NarrativeMagazine.com (external link) is promoting a new kind of writing for our too wandering thoughts, a 150-word prose form called an iStory. Here’s how they describe it:
An iStory is a short, dramatic narrative, fiction or nonfiction, up to 150 words long. We are particularly interested in works that give readers a strong sense of having read a full and complete story in a brief space.
The iStory seems well suited for our mobile obsessed culture, as we now read casually on our phones and tablets instead of reading deeply with books. They give four examples at their site. Here is one:
Friendship and Art by Alan Ziegler
The buzzer rings near midnight. It is Robert, distraught. He has had a fight with his girlfriend and walked out. Can he stay with me?
Sure, I say, and put on some tea. We talk for a while. He leaves, and when I next see him, he says everything is all right. I feel good about helping to save a relationship.
Two years later I run into him on the subway. He tells me he is writing poems. He asks if I want to see one. As I read I realize it is about that night. I am portrayed as a cold person who barely tolerates the intrusion and says good-sounding things only to get rid of him.
“What do you think?” Robert asks, as if the poem were about roses in winter.
“It’s nice,” I reply, the words you use when you want to break a poet’s spirit.
Rather than speed the death of long form writing, the iStory may contribute to its survival. That’s because the iStory is very similar to what every article or book demands: a strong lead.
Here’s one of the strongest leads in literature, the original paragraph trimmed to iStory length:
Moby Dick by Herman Melville
Call me Ishmael. Some years ago—never mind how long precisely—having little or no money in my purse, and nothing particular to interest me on shore, I thought I would sail about a little and see the watery part of the world. It is a way I have of driving off the spleen and regulating the circulation. Whenever I find myself growing grim about the mouth; whenever it is a damp, drizzly November in my soul; whenever I find myself involuntarily pausing before coffin warehouses, and bringing up the rear of every funeral I meet; and especially whenever my hypos get such an upper hand of me, that it requires a strong moral principle to prevent me from deliberately stepping into the street, and methodically knocking people’s hats off—then, I account it high time to get to sea as soon as I can.
This opening paragraph is a lead and not a complete story like an iStory. The point of the lead is to mercilessly grab the reader’s attention, bring them along, running downhill all the way. The iStory idea, though, may help you with your writing. Can you encapsulate your entire book or article into 150 words? If you can’t make your story compelling in 150 words, can you ask the reader to stay with you for 70,000?
NarrativeWriting.com is also holding a contest for iStories. At $22 an entry I won’t be contributing, especially given the work and time involved. But I’d encourage you to go to their site to read the other three examples. Interesting.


__Directions__
Only the lines from the one containing "Show the detection result for <b>suit</b>." through the last line of the data below belong in your answer, copied exactly and without pictures.

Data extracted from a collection
----

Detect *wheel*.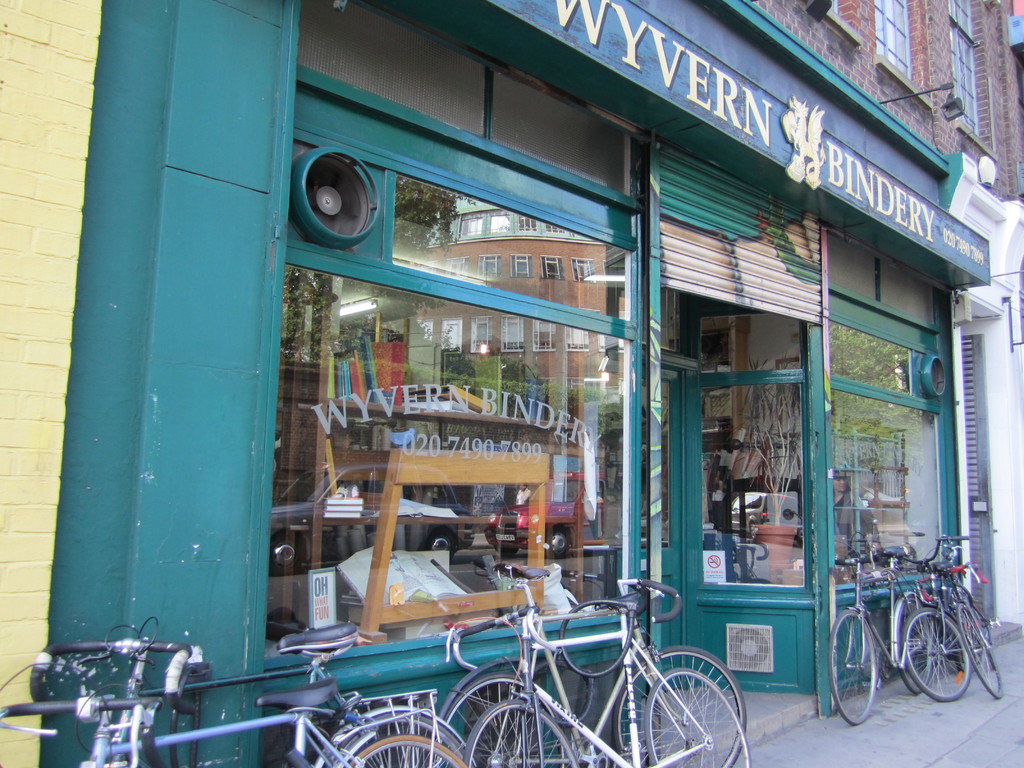
Detected at [826,606,879,728].
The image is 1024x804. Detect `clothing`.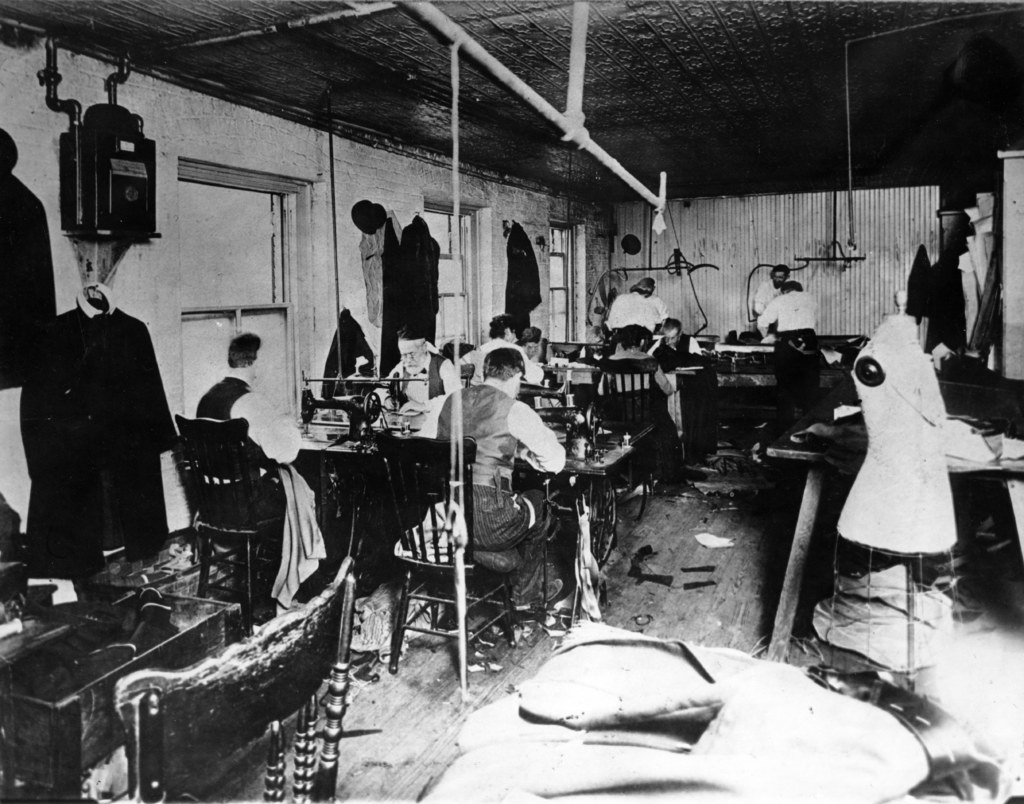
Detection: region(0, 171, 55, 385).
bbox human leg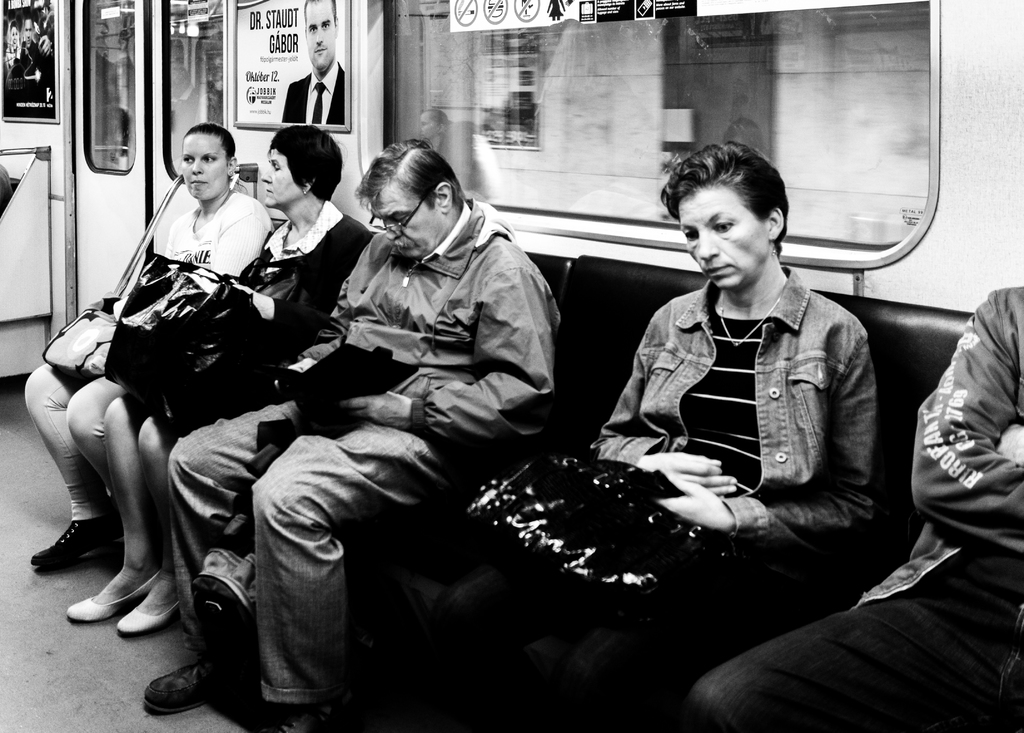
bbox(692, 596, 1018, 732)
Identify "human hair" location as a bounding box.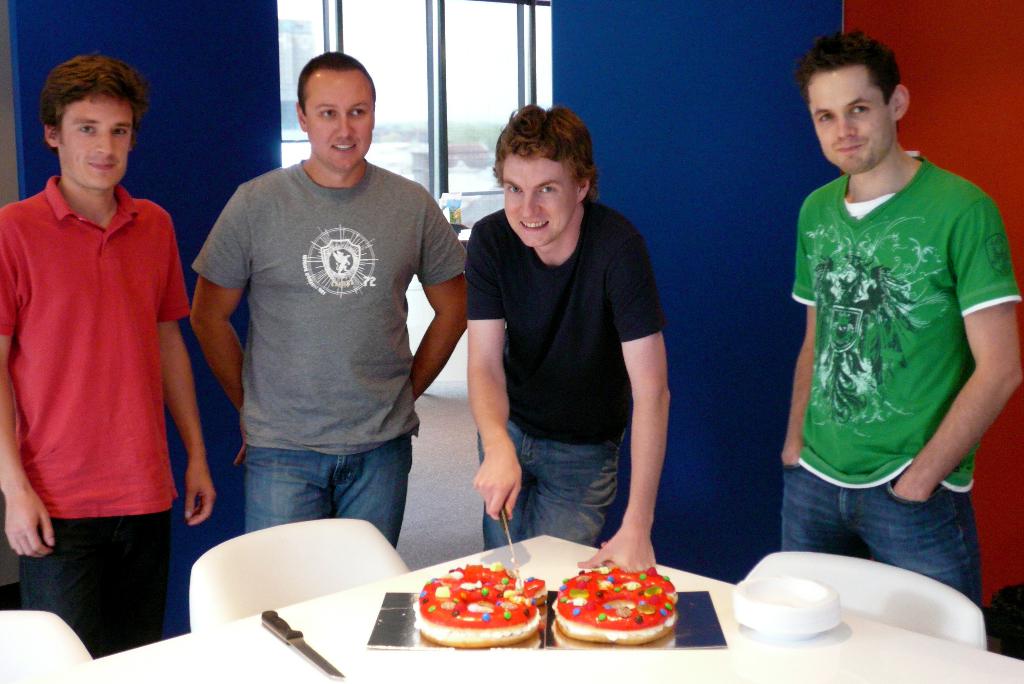
detection(39, 49, 138, 162).
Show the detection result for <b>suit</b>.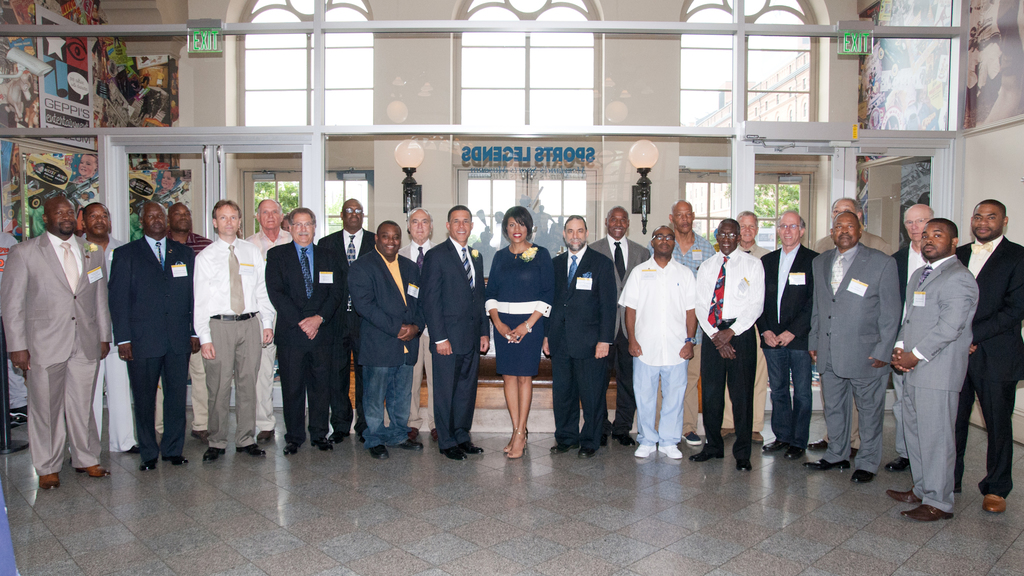
BBox(896, 243, 925, 287).
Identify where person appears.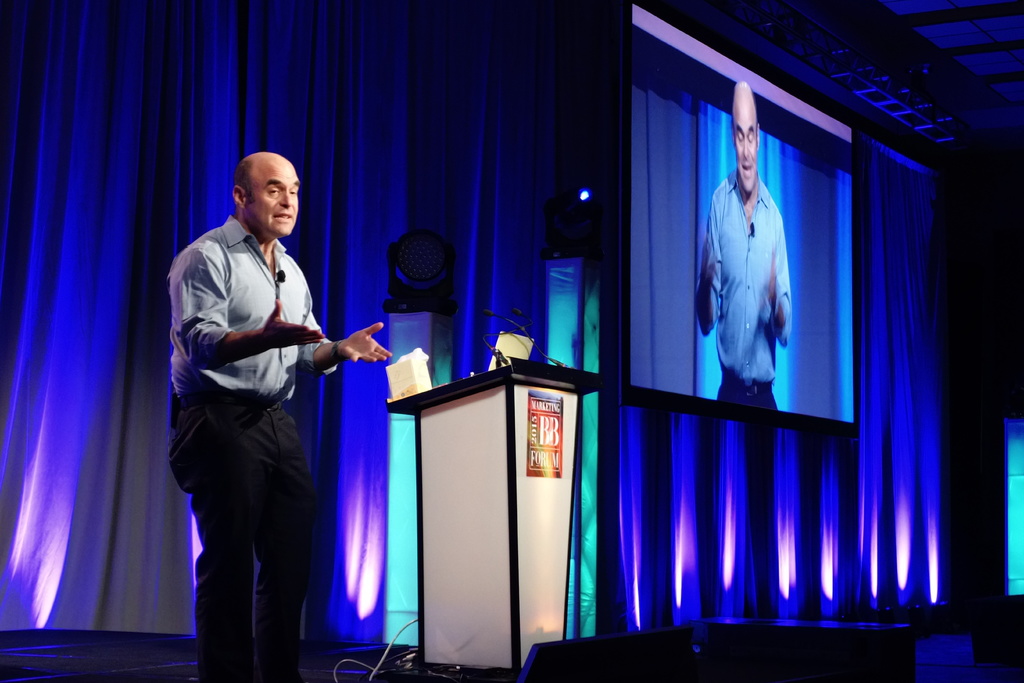
Appears at <region>696, 76, 790, 402</region>.
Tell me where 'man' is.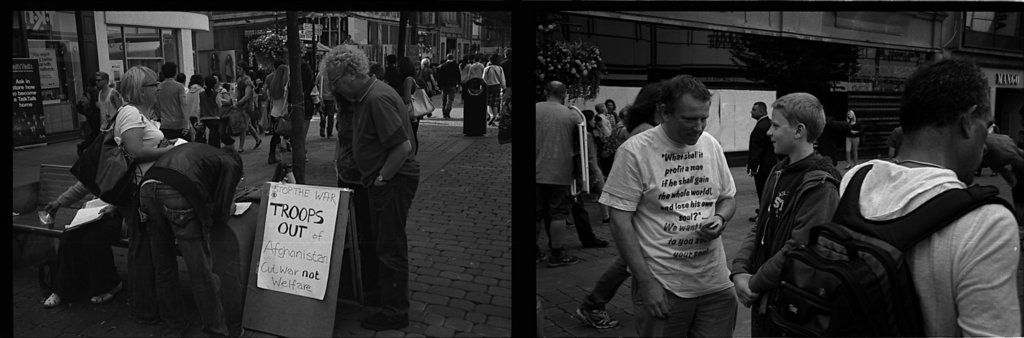
'man' is at 598, 74, 736, 337.
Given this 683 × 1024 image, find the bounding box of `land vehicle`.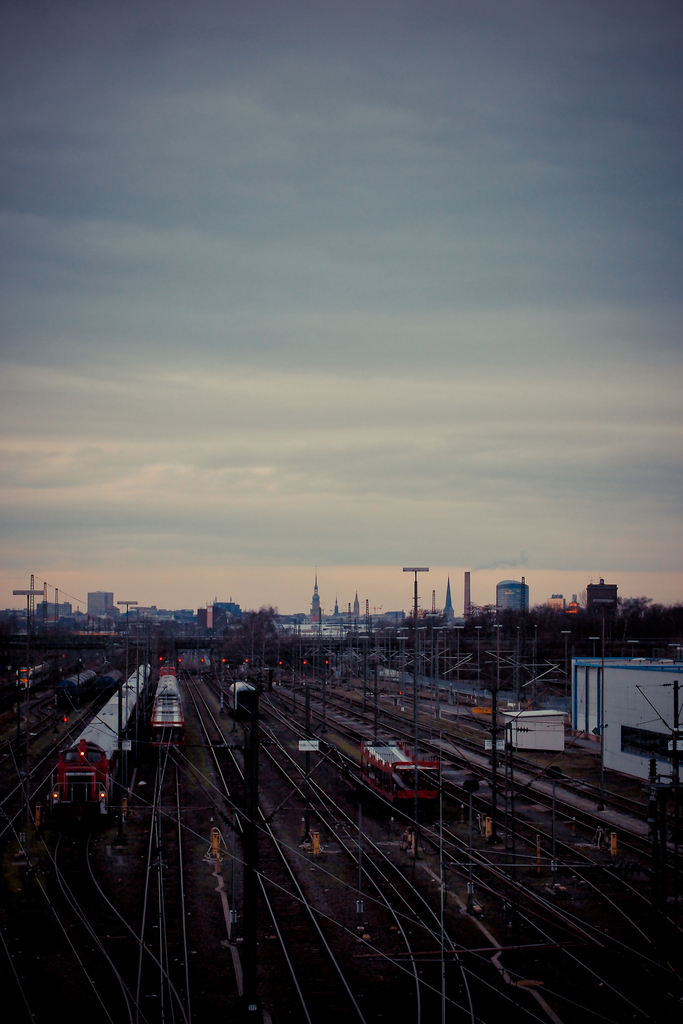
detection(156, 662, 187, 732).
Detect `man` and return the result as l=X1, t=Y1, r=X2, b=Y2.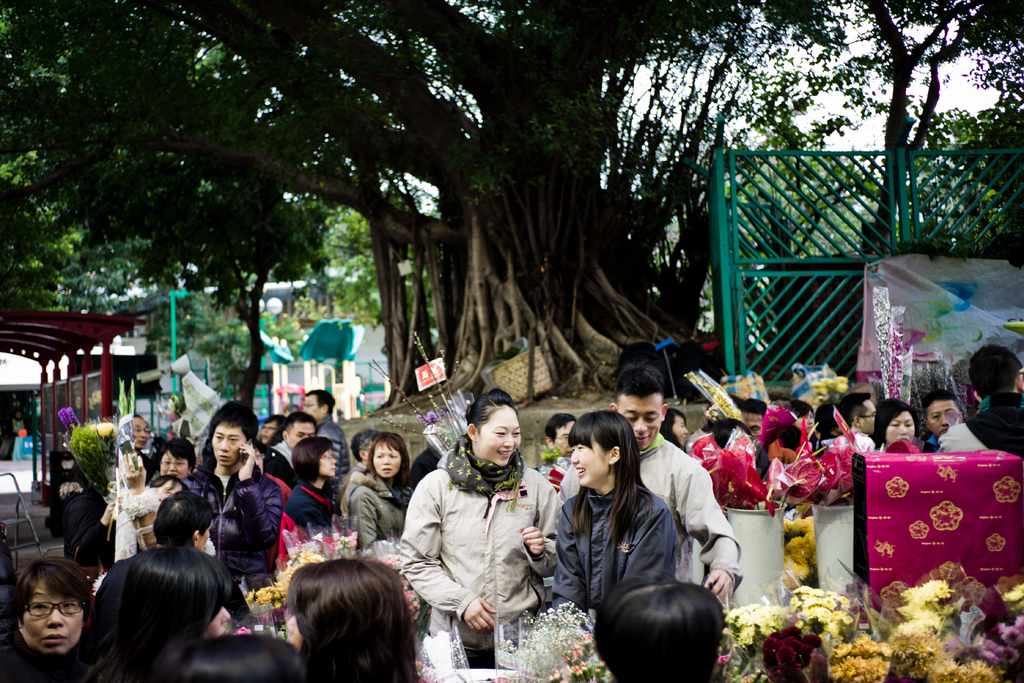
l=183, t=401, r=280, b=595.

----

__Written response__
Show the detection result for <b>suit</b>.
BBox(896, 243, 925, 287).
Identify where person appears.
Appears at <region>696, 76, 790, 402</region>.
Tell me where 'man' is.
'man' is at 598, 74, 736, 337.
Given this 683 × 1024 image, find the bounding box of `land vehicle`.
detection(156, 662, 187, 732).
Detect `man` and return the result as l=X1, t=Y1, r=X2, b=Y2.
l=183, t=401, r=280, b=595.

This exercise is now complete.